“It isn’t,” Herbert replied. “It is about my cousin, Fred Lansing. You have heard of him?”

Louie had heard of him, as a relation of whom Herbert was very proud, but in her excitement she cared to hear nothing more. She wanted to go home, she said; but Herbert pulled farther up the river toward a bed of white lilies, and kept talking to her of Fred and his Aunt Esther, who were coming, with a Miss Blanche Percy, to whom his Uncle Lansing had been guardian, and who lived with his aunt. This Miss Percy, he said, was born in Richmond, where his aunt lived before the war. She once had a twin brother, he had heard, who killed himself, or was killed, or something. They never talked about it. She was a great heiress, and his father would like him to marry her.

At this point Louie began to show a little interest, and looked up quickly, while he continued:

“But that’s absurd. She is as old as Fred, if not older. Boys don’t marry their grandmothers, do they?”

“I should think not,” Louie replied, and her head went up a little more squarely on her shoulders. “When are these fine folks coming?” she asked.

“Before long, I guess, and then there’ll be some grand times in town, you bet. I heard mother say once that if the Lansings ever came here she’d give a party which would astonish the natives. She’d have a brass band and a string band and a caterer and everything O. K., and have people from Worcester and Springfield, and only the very first in town.”

“Then I shall not be invited,” Louie said, with a snap in her voice corresponding to the snap in her eyes.

“Why not?” Herbert asked in surprise.

“Because you would not invite the daughter of a gambler to meet your fine friends, and that is what you said my father was,” Louie answered.

“I said nothing of the sort,” Herbert responded hotly. “I told of some hints I wanted to contradict. I am sorry I told you, and I know it isn’t true.”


-- TRY IT --
Report each line of the data that has "swatch" somewhere in it.
--- SOURCE DATA Enclosed Below ---
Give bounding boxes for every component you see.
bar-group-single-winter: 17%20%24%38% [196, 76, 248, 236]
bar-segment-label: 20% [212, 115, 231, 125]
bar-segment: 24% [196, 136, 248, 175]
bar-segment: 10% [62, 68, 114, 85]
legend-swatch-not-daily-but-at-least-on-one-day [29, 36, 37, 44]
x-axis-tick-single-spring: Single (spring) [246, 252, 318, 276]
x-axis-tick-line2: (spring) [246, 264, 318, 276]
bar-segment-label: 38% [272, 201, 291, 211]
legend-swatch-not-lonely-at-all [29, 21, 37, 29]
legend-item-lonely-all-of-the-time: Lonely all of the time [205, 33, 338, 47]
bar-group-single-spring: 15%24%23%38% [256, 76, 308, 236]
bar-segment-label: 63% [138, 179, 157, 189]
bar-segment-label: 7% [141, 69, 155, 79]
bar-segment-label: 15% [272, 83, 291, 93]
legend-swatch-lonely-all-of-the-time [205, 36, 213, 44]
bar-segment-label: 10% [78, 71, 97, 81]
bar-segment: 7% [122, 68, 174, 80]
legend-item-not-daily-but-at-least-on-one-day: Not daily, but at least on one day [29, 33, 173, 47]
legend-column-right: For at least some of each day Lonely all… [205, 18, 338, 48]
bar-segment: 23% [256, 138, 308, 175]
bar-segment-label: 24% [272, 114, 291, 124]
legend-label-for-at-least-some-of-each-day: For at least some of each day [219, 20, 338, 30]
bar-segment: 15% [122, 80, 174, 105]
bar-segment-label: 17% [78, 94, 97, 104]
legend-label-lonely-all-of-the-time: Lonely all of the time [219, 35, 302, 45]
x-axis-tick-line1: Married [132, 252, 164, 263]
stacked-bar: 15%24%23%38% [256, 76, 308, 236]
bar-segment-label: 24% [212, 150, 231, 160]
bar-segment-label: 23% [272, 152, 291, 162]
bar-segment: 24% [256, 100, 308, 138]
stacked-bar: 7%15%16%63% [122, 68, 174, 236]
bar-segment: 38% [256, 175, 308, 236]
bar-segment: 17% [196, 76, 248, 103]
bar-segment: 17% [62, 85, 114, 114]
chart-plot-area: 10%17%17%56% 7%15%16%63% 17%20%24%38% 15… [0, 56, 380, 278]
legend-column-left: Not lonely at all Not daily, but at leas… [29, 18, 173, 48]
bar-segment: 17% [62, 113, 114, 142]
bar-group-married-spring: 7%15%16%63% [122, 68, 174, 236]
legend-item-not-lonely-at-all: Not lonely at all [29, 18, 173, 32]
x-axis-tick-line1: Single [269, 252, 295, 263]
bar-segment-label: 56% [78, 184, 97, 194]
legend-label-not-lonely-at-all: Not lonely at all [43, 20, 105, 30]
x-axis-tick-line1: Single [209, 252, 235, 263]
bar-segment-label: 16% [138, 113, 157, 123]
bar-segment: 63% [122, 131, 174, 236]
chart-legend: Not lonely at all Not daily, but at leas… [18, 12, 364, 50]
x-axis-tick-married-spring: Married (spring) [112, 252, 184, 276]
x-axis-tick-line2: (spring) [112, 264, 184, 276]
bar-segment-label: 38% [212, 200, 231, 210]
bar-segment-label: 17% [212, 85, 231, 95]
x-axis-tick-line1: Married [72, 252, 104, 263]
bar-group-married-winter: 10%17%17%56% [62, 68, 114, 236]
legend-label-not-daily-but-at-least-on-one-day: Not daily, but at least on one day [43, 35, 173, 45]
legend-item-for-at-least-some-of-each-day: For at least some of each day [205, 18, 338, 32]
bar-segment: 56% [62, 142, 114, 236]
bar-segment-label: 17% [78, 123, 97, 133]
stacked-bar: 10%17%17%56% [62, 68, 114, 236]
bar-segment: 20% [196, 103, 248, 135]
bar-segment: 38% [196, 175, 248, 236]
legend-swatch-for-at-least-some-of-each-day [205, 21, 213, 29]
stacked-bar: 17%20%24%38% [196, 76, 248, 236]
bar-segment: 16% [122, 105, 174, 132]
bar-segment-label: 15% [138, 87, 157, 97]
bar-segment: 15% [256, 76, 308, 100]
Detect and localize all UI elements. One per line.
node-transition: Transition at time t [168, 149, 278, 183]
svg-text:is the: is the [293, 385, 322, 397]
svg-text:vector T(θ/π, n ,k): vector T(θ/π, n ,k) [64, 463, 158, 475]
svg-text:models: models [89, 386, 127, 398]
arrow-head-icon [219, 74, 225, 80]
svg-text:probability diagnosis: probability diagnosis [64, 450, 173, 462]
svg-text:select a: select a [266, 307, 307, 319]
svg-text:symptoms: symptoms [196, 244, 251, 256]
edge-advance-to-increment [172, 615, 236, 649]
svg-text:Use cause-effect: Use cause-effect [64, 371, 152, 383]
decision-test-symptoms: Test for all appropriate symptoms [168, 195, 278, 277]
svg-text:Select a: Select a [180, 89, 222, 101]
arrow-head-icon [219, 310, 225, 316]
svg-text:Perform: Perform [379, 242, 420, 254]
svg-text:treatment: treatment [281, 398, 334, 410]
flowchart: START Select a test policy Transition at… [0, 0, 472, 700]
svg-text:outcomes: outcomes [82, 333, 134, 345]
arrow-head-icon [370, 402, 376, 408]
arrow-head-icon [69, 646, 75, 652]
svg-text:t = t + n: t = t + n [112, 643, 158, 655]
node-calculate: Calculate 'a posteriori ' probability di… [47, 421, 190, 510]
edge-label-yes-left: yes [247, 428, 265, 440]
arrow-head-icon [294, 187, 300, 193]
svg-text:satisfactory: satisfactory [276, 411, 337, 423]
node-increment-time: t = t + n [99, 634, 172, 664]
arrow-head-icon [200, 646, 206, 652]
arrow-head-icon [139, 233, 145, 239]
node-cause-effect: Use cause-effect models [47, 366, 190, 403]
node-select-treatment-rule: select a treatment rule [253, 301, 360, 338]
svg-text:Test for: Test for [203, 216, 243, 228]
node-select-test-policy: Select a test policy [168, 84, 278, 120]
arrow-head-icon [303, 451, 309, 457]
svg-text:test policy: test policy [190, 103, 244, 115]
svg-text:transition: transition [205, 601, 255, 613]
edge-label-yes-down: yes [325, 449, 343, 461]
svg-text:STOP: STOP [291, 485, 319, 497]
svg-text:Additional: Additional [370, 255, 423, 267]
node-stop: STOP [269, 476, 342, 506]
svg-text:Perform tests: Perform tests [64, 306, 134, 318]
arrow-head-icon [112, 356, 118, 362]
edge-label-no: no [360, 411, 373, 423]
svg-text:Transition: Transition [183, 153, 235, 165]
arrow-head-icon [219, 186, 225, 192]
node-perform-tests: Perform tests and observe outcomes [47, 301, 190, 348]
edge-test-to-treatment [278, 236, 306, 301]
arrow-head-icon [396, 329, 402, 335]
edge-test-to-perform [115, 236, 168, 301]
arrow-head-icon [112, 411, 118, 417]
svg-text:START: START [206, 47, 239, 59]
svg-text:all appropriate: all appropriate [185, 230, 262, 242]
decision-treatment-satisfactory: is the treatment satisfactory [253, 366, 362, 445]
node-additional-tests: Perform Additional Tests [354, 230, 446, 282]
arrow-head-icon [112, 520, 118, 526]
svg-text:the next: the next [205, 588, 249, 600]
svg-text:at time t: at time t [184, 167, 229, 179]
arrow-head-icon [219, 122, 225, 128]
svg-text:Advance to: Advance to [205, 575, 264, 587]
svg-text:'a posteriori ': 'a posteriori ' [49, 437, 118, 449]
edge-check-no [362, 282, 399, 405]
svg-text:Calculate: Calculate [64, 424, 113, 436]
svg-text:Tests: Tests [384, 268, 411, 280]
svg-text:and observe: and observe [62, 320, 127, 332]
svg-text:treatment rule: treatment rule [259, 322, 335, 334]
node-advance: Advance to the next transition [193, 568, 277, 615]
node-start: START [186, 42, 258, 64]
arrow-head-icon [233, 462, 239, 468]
--- End of Enclosed SOURCE DATA ---
-- EXERCISE SOLUTION --
legend-swatch-not-daily-but-at-least-on-one-day [29, 36, 37, 44]
legend-swatch-not-lonely-at-all [29, 21, 37, 29]
legend-swatch-lonely-all-of-the-time [205, 36, 213, 44]
legend-swatch-for-at-least-some-of-each-day [205, 21, 213, 29]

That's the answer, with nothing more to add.